▸ What the task asks:
The records should be repeated word for word, pictures excluded.

▸ Records for this task:
━━━━━━

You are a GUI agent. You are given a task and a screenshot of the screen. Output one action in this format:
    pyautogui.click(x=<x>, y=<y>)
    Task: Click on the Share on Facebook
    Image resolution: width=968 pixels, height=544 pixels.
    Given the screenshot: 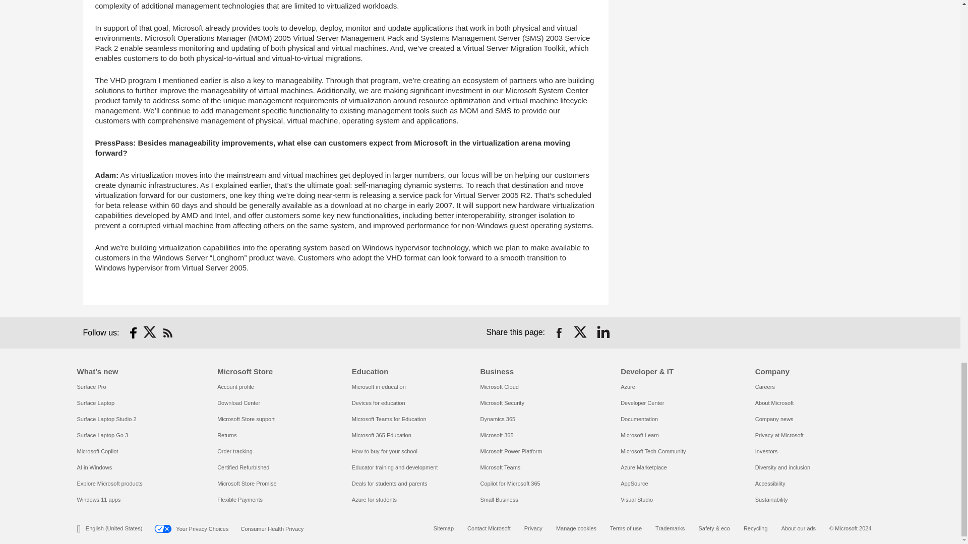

━━━━━━

▸ Answer to the problem:
You are a GUI agent. You are given a task and a screenshot of the screen. Output one action in this format:
    pyautogui.click(x=<x>, y=<y>)
    Task: Click on the Share on Facebook
    Image resolution: width=968 pixels, height=544 pixels.
    Given the screenshot: 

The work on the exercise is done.